Blackwater

Wednesday, December 20th, 2006

They call themselves private military contractors — or, amongst themselves, the Coalition of the Billing. Josh Manchester calls them an Al Qaeda for the Good Guys. Mark Hemingway calls them Warriors for Hire:

Blackwater CEO Erik Prince, the company’s founder, “believes to his core that this is his life’s work,” says Taylor. “If you’re not willing to drink the Blackwater Kool-aid and be committed to supporting humane democracy around the world, then there’s probably a better place” to go work, “because that’s all we do.”

Though his military career was brief, as a former Navy SEAL platoon commander, Prince is no dilettante. He attended officer candidate school after finishing college in 1992, and the next year he joined SEAL Team 8 based out of Norfolk. Prince eventually deployed to Haiti, the Middle East, and Bosnia, among other assignments. He is blond, handsome, and ridiculously all-American looking. His posture is ramrod straight, and his clipped sentences are true to his martial roots. At only 37, he remains in impeccable shape and looks as ready to step onto the battlefield as into a boardroom.

He hardly fits the soldier of fortune archetype. He is a staunch Christian — his father helped James Dobson found Focus on the Family — and his politically conservative views are well known in Washington, where Prince supports a number of religious and right-leaning causes. He attended Hillsdale College in Michigan, a font of conservative ideology, where he is remembered for being the first undergraduate at the small liberal arts school to serve on the local volunteer fire department. (The only book on the shelf in the boardroom of Blackwater’s Northern Virginia offices is a copy of the eminent conservative historian Paul Johnson’s A History Of The American People.)

Nobody can say Prince is in it for the money, either. His father Edgar started a small die-cast shop in Holland, Michigan, in 1965. Along the way he patented the now-ubiquitous lighted vanity mirror in automobile visors; a year after his 1995 death, the family company sold for over $1 billion, an enormous inheritance for Erik and his sisters.

The next year Erik left the Navy and founded Blackwater. It was the end of the Cold War. The Clinton administration and Congress had been eagerly downsizing military facilities and training — much to the consternation of many officers, Prince included. Prince knew there would be a market for the kind of training Blackwater would provide; his initial purchase of 6,000 acres in Moyock does not suggest his vision for the company was modest. (It’s currently 7,500 acres; the company has plans to relocate the Florida aviation division to North Carolina near its headquarters, as well as open training facilities in California and the Philippines.)

Regardless of his inheritance, Prince’s subsequent shepherding of Blackwater has proved him as adept a businessman as his father. And there you have it. Erik Prince — mercenary mogul and liberal America’s worst nightmare. Not only can he buy and sell you, he can kill you before you even know he’s in the room.

For a conservative like Prince, you can’t make the world a better place without harnessing the power of free markets. He sounds more like an MBA than a mercenary. Prince believes that an entrepreneurial spirit and the military go naturally together: “This goes back to our corporate mantra: We’re trying to do for the national security apparatus what Fed Ex did for the postal service,” Prince says. “They did many of the same services that the Postal Service did, better, cheaper, smarter, and faster by innovating, [which] the private sector can do much more effectively.”

Some of Blackwater’s capabilities:

  • A burgeoning logistics operation that can deliver 100- or 200-ton self-contained humanitarian relief response packages faster than the Red Cross.
  • A Florida aviation division with 26 different platforms, from helicopter gunships to a massive Boeing 767. The company even has a Zeppelin.
  • The country’s largest tactical driving track, with multi-surface, multi-elevation positive and negative cambered turns, a skid pad, and a ram pad for drivers learning how to escape ambushes.
  • A 20-acre manmade lake with shipping containers that have been mocked up with ship rails and portholes, floating on pontoons, used to teach how to board a hostile ship.
  • A K-9 training facility that currently has 80 dog teams deployed around the world. Ever wondered how to rappel down the side of nine stacked shipping containers with a bomb-sniffing German shepherd dog strapped to your chest? Blackwater can teach you.
  • A 1,200-yard-long firing range for sniper training.
  • A sizable private armory. The one gun locker I saw contained close to 100 9mm handguns — mostly military issue Beretta M9s, law enforcement favorite Austrian Glocks, and Sig Sauers.
  • An armored vehicle still in development called the Grizzly; the prototype’s angular steel plates are ferocious-looking. The suspension is being built by one of Black water’s North Carolina neighbors — Dennis Anderson, monster truck champion and the man responsible for the “Grave Digger” (the ne plus ultra of monster trucks).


*Exercise description:* First find the line with "What elements are", then reproduce it and all following lines of the data to the end, exactly and with no pictures, adding nothing.

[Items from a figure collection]
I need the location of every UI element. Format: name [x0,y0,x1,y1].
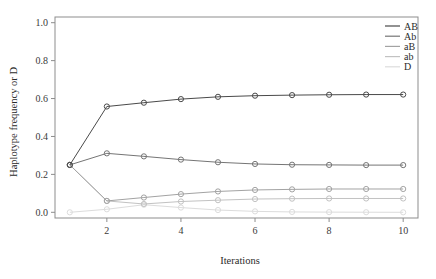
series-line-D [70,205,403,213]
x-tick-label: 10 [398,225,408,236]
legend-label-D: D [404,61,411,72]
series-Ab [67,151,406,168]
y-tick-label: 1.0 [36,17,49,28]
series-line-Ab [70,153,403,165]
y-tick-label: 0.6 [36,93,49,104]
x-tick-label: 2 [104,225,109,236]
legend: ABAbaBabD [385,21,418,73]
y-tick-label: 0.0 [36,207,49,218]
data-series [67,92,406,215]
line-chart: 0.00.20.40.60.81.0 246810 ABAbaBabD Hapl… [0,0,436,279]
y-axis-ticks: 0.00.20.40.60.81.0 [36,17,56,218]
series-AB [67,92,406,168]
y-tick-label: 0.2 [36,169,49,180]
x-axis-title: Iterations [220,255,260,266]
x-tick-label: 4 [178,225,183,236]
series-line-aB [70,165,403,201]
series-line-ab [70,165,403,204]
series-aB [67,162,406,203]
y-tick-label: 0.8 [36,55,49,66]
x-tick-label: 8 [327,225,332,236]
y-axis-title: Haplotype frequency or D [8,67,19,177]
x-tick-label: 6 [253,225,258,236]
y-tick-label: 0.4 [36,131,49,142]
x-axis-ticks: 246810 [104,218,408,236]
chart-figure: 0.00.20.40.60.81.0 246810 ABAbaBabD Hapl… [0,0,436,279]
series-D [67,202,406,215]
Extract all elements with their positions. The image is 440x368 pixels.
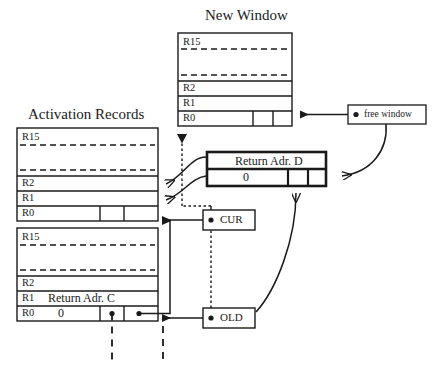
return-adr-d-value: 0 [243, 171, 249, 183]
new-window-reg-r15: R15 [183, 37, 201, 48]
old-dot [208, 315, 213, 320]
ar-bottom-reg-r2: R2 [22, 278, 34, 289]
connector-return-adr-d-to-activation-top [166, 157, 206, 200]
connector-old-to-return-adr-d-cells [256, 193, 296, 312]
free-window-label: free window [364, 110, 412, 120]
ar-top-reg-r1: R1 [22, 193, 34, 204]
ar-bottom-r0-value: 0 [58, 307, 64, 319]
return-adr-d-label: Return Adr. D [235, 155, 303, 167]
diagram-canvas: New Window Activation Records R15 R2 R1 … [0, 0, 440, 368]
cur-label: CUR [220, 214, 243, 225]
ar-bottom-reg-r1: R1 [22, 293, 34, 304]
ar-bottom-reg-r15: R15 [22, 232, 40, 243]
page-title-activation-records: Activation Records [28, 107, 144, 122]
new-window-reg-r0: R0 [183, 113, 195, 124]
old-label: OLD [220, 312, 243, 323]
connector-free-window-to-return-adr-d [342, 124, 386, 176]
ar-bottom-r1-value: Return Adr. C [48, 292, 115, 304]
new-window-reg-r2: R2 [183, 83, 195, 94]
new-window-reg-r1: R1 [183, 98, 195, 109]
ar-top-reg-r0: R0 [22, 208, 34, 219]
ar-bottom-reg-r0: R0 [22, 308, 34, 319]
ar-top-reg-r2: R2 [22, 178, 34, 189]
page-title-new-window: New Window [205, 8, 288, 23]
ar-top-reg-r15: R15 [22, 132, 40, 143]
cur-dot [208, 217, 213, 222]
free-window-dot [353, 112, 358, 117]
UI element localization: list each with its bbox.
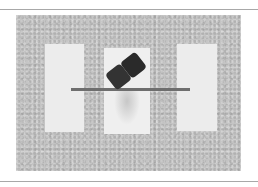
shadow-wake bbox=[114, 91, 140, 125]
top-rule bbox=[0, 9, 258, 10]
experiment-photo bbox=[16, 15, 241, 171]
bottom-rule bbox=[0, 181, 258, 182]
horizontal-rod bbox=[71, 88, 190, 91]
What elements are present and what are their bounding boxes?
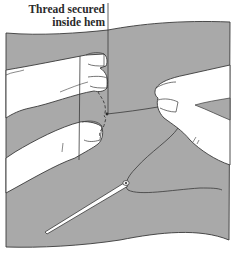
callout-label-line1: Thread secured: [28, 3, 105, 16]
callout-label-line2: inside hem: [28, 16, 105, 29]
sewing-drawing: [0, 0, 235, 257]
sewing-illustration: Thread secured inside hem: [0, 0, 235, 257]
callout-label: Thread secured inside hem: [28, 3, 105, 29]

*Output:*
What elements are present and what are their bounding boxes?
callout-label-line1: Thread secured: [28, 3, 105, 16]
callout-label-line2: inside hem: [28, 16, 105, 29]
sewing-drawing: [0, 0, 235, 257]
sewing-illustration: Thread secured inside hem: [0, 0, 235, 257]
callout-label: Thread secured inside hem: [28, 3, 105, 29]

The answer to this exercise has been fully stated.